When my now wife and I were dating and not yet living together we would talk about wrestling. She watched it in order to understand me more, and became a fan. When people half joking call wrestling “Shakespeare with violence” that is how she began to enjoy it. The drama, the theatrics. The build up of one match, one person, for hours of a show only to finally reach the main event and the hero stands tall. It’s still the best morality play on TV and its there fresh each and every week.
I remember I was dating a girl back when I was in college and her mother, before meeting me, said “oh he watches wrestling? I thought you said he was intelligent”. That statement showed her ignorance more than mine and really affected my opinion of her. Yeah, I watch wrestling. The secret’s out. We all know its a show. Its a show that writes hours of brand new content every week. Its a show with dozens of characters. Its a show that has to be accessible for new fans and old, kids and adults, men and women, every week and in multiple different cities all year round. No sport, no tour, no show, no theater, does that. Nothing else on earth has that level of exhaustive creativity every week. If Marvel Comics’ weekly output of brand new comics was taken panel for panel and filmed for TV every week it would come close, but until then wrestling is every sport and every entertainment franchise combined, brought into millions of homes 52 weeks a year.
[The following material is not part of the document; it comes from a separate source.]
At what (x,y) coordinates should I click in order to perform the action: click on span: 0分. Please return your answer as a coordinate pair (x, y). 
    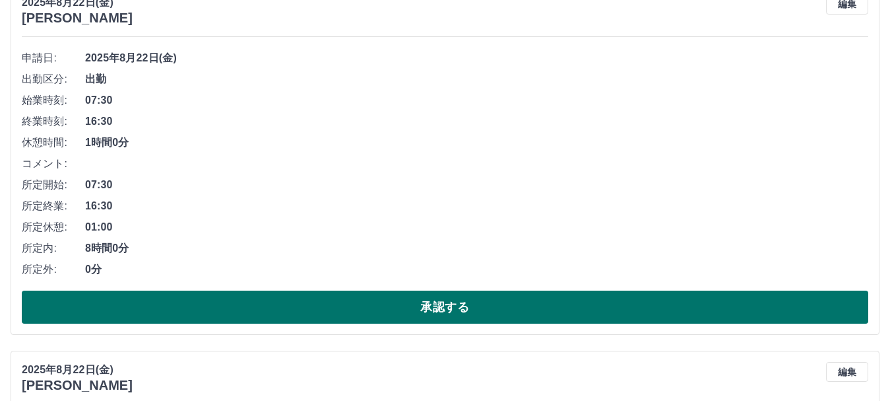
    Looking at the image, I should click on (477, 269).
I’m not looking forward to just the hours of action at SummerSlam. I’m looking forward to talking about the matches on the car ride and seeing where that conversation goes. I cant wait to be outside the arena, hear my name, and see a fellow wrestling fan I haven’t seen for months if not years also at the show. I can’t wait to look over at my father and see the moment when it all comes together for him and he’s a fan for life. I’ll buy merchandise, I’ll smile at someone’s sign, I’ll think I see a wrestler at the hotel and debate if I should leave him be or run up for a picture. Then on Monday I’ll watch the entire show all over again to hear the commentary and of course, see if we show up on camera. The build up has already began, as every week another match is announced and we start to discuss our predictions. My father wanted to go to a sports bar to watch Ronda in the UFC. Now he gets to see her live and possibly listen to the 16,000 plus fans roar in unison when she wins the WWE Raw Women’s title.
This is me being brief. The more I think about wrestling the longer I could talk. I have my own personal Owen Hart prank story. I had a long conversation with a then current WWE writer before everyone on the internet knew who they were. Almost getting slapped by The Sultan. Shooting the poo with Les Thatcher. Having Shawn Michaels grab my sign and hold it up in the ring, then sign it. The matches I saw, memories from road trips. The hours spent “drafting” wrestlers and writing our own shows.
While this is a gift for a fan who turned 40 it is by no means a symbol of growing up or being middle age. I’ll still be there cheering or booing when I’m 50, 60, and beyond. There is no way I could have imagined the WWE Network years ago and there is no way I can guess how WWE will share their programming with me over the next 10, 20 years. The only constant is I will be there for them, like they have been there for me.